Mr. Modi reaches out

May 30, 2015 12:00 am | Updated November 16, 2021 05:04 pm IST

A meeting between Prime Minister Narendra Modi and Dr. Manmohan Singh should in the normal run of democracy have passed without inviting any remarks. Once the heat and hostilities of an election end, governance should be a cooperative enterprise, with the incumbent seeking advice or information from the one he succeeds. As Prime Minister, Atal Bihari Vajpayee, for example, was known to maintain cordial relations with several Congress leaders, even telling them he wanted to benefit from their experience of longer years in government. In the current dispensation, too, Finance Minister Arun Jaitley makes it a point to keep in touch with his predecessor, P. Chidambaram, and >Dr. Singh, on matters economic . This is a healthy practice, and if Mr. Modi and Dr. Singh, as it has subsequently emerged, >discussed the economy and foreign policy , the Prime Minister certainly should be lauded for reaching out to his predecessor in office, a well-regarded economist.

When Mr. Modi tweeted about the meeting, he left unsaid the fact that it was he who had initiated the meeting. Therefore it fuelled speculation, especially as the meeting came within hours of a very public exchange of barbs between the two. At the just-concluded first anniversary celebration of the government, BJP leaders had spent more time attacking the UPA government than highlighting its own achievements. A day earlier, a former TRAI Chairman had accused Dr. Singh of wrongdoing in the >2G spectrum scandal , two months after the latter was questioned in the coal mine leasing scam, leading to another chain of speculation. It was only later in the evening, when the Congress realised what was happening and clarified that Dr. Singh had gone to 7 Race Course Road at the invitation of the Prime Minister, and that the only subjects discussed were the economy and foreign policy, that the picture cleared. While it is unclear why Mr. Modi himself did not clarify at the outset how the meeting had come about, it is evident that the Prime Minister is in need of a better public image at this point. He is no more in the sweet spot he was just a year ago: the economy is not doing as well as was hoped, investment is not coming at levels that were anticipated, and the BJP is yet to recover from the abject defeat it suffered in the Delhi State elections, or from the jokes about Mr. Modi’s sartorial choices. The Opposition has pinned the government down on the Land Bill. All this together has taken sheen off the government. Rhetoric — even the occasional jumla , a word the BJP president recently used to denote an empty promise — can be forgiven when uttered in the heat of an election campaign. But when an elected leader and his cohorts seemingly continue to remain in poll mode, people begin to ask: when will the party we voted to power get down to the serious business of governance? Mr. Modi needs to change the optics, if not the objective situation itself. And this meeting is perhaps the first step in that direction.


■ WHAT TO WORK ON
The expected result is the full set of records, copied precisely, with images dropped.

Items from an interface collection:
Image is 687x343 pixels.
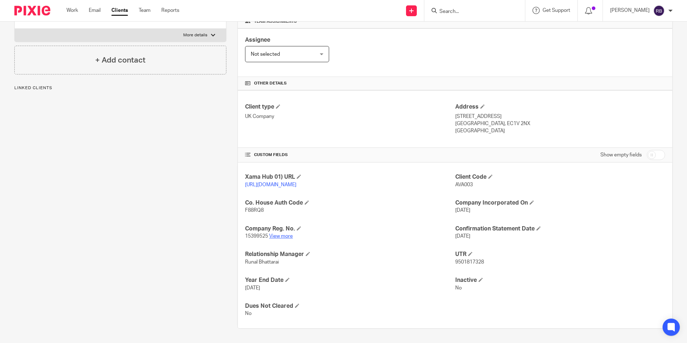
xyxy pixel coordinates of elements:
h4: Xama Hub 01) URL [245,173,455,181]
span: AVA003 [455,182,473,187]
a: Reports [161,7,179,14]
h4: Client Code [455,173,665,181]
span: [DATE] [245,285,260,290]
a: Work [66,7,78,14]
img: svg%3E [653,5,664,17]
a: Clients [111,7,128,14]
h4: Relationship Manager [245,250,455,258]
h4: Co. House Auth Code [245,199,455,207]
span: Get Support [542,8,570,13]
p: [STREET_ADDRESS] [455,113,665,120]
label: Show empty fields [600,151,641,158]
span: Assignee [245,37,270,43]
span: 15399525 [245,233,268,238]
a: [URL][DOMAIN_NAME] [245,182,296,187]
h4: UTR [455,250,665,258]
p: Linked clients [14,85,226,91]
a: Email [89,7,101,14]
span: Not selected [251,52,280,57]
img: Pixie [14,6,50,15]
p: [PERSON_NAME] [610,7,649,14]
h4: Company Reg. No. [245,225,455,232]
span: [DATE] [455,233,470,238]
h4: CUSTOM FIELDS [245,152,455,158]
span: 9501817328 [455,259,484,264]
p: More details [183,32,207,38]
h4: + Add contact [95,55,145,66]
span: F88RQ8 [245,208,264,213]
h4: Dues Not Cleared [245,302,455,310]
h4: Client type [245,103,455,111]
h4: Address [455,103,665,111]
a: Team [139,7,150,14]
span: [DATE] [455,208,470,213]
span: No [245,311,251,316]
h4: Year End Date [245,276,455,284]
h4: Inactive [455,276,665,284]
a: View more [269,233,293,238]
span: Other details [254,80,287,86]
p: [GEOGRAPHIC_DATA], EC1V 2NX [455,120,665,127]
h4: Company Incorporated On [455,199,665,207]
span: Runal Bhattarai [245,259,279,264]
h4: Confirmation Statement Date [455,225,665,232]
p: UK Company [245,113,455,120]
span: No [455,285,462,290]
input: Search [439,9,503,15]
p: [GEOGRAPHIC_DATA] [455,127,665,134]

■ TASK OUTPUT
Image is 687x343 pixels.
xyxy pixel coordinates of elements:
h4: Xama Hub 01) URL [245,173,455,181]
span: AVA003 [455,182,473,187]
a: Reports [161,7,179,14]
h4: Client Code [455,173,665,181]
span: [DATE] [245,285,260,290]
a: Work [66,7,78,14]
img: svg%3E [653,5,664,17]
a: Clients [111,7,128,14]
h4: Relationship Manager [245,250,455,258]
h4: Co. House Auth Code [245,199,455,207]
span: Get Support [542,8,570,13]
p: [STREET_ADDRESS] [455,113,665,120]
label: Show empty fields [600,151,641,158]
span: Assignee [245,37,270,43]
span: 15399525 [245,233,268,238]
a: [URL][DOMAIN_NAME] [245,182,296,187]
h4: UTR [455,250,665,258]
p: Linked clients [14,85,226,91]
a: Email [89,7,101,14]
span: Not selected [251,52,280,57]
img: Pixie [14,6,50,15]
p: [PERSON_NAME] [610,7,649,14]
h4: Company Reg. No. [245,225,455,232]
span: [DATE] [455,233,470,238]
h4: CUSTOM FIELDS [245,152,455,158]
span: 9501817328 [455,259,484,264]
p: More details [183,32,207,38]
h4: + Add contact [95,55,145,66]
span: F88RQ8 [245,208,264,213]
h4: Dues Not Cleared [245,302,455,310]
h4: Client type [245,103,455,111]
h4: Address [455,103,665,111]
a: Team [139,7,150,14]
span: [DATE] [455,208,470,213]
span: No [245,311,251,316]
h4: Year End Date [245,276,455,284]
h4: Inactive [455,276,665,284]
a: View more [269,233,293,238]
span: Other details [254,80,287,86]
p: [GEOGRAPHIC_DATA], EC1V 2NX [455,120,665,127]
h4: Company Incorporated On [455,199,665,207]
span: Runal Bhattarai [245,259,279,264]
h4: Confirmation Statement Date [455,225,665,232]
p: UK Company [245,113,455,120]
span: No [455,285,462,290]
input: Search [439,9,503,15]
p: [GEOGRAPHIC_DATA] [455,127,665,134]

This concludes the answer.